The adage says, “Character is story.” Writers are urged to develop three-D characters and avoid flat or stereotypical characters. While this skill may come naturally to some, others struggle to write characters who feel like real people.
Writing Tip for Today: In my classes, I teach scene writing alongside character development. Practice scene writing is one method for developing or deepening your Main Character:
Populate your Scene
Necessary to any scene are a place, a time (specific) and someone through whom we experience the action (Main or POV Character). If you are still building your Main Character (Protagonist or POV Point of View), determine your scene’s place/time and drop him into the picture. Great. He looks around and wonders why he’s there. Aha! You get to answer this question. Start by asking him what he wants most but can’t have (easily).
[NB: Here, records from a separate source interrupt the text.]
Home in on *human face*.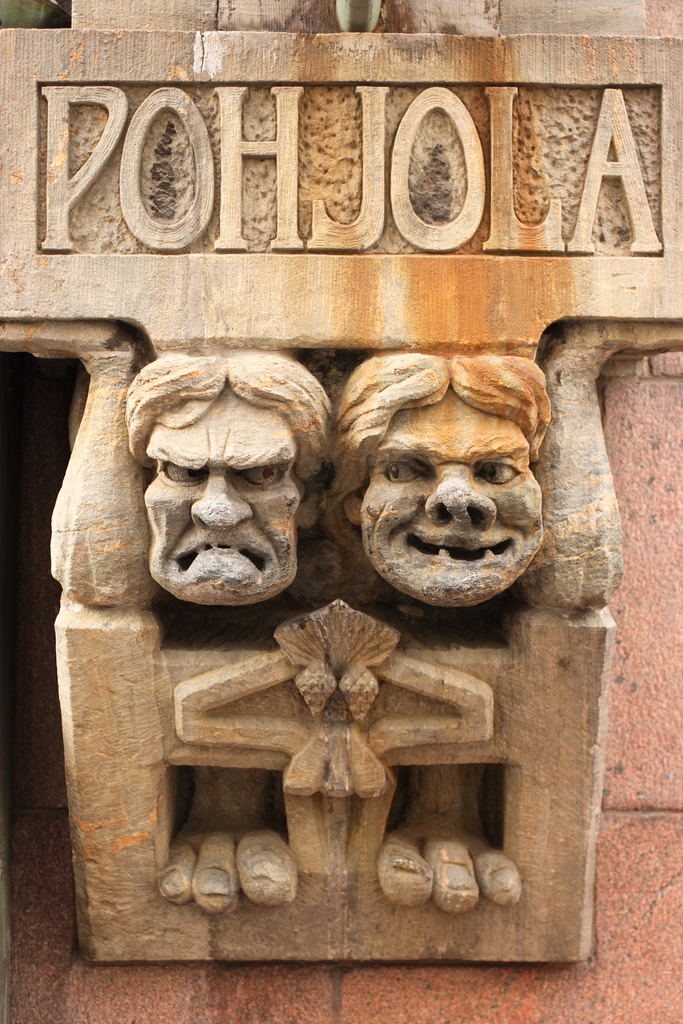
Homed in at {"x1": 149, "y1": 392, "x2": 299, "y2": 605}.
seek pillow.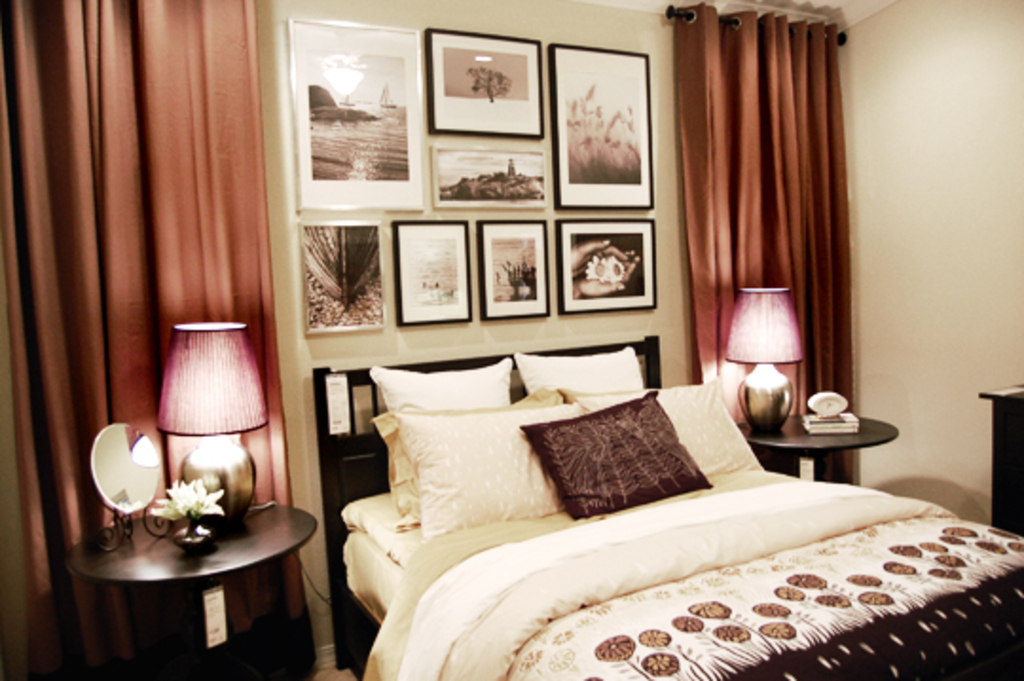
<bbox>383, 385, 569, 535</bbox>.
When your MC knows why she’s there, ask who or what stands in the way (an obstacle can be a person(s), weather, animals or Nature). For the sake of this exercise, invent another character (aka antagonist) who wants to prevent your MC from getting what she wants. Voila. You’ve got your Shootout at the OK Corral.
And Action!
So far, you answered the who, the why, the where, and the what of the scene. But everyone is frozen. So you as the director, must put these people into action. Here you write the action (movement), the dialogue and the concrete sensory details to make the scene come alive. Experiment with different actions, lines spoken and the description of surroundings, thoughts and most importantly, the feelings of the MC as she moves through time and space. At first just get down the bare bones of people, dialogue and action. Don’t worry if your first effort results in mostly dialogue. Later on, you can add different camera angles and more subtle expressions of thought and emotion. The scene can be long or short, but do allow the characters to tussle.
Build that Tension
As you envision your MC, you can’t afford to allow her to breeze through the scene without a care. Remember, you’ve put that protag head-to-head with someone who either wants the same thing or else is determined the MC can’t have it. This is how you develop tension, and the more that is at stake in the scene, the higher that tension will be. If your character is trying to score the hot toy of the Christmas season and is in combat with another shopper, your character simply can’t give up and walk away. If she does, the reader will conclude the toy wasn’t worth fighting for and didn’t matter. Make your character willing to fight for what he wants most.
Wrapping Up
Fictional scenes are like mini versions of your whole story. They have beginnings (reader knows where, when, why and who of the scene), middles (putting these elements into action, with dialogue and concrete sensory detail) and ends. The end of your scene informs readers of who wins or loses (for now) the prize in question. The ending also propels readers into the next scene, where your MC doubles down effort or tries a new tactic. By the end of this practice scene, which may or may not make it into your actual manuscript, you should know your character in greater depth than before. Practice writing scenes will also help you write better scenes for your novel, and help reveal your character’s motivation for wanting the prize in the first place.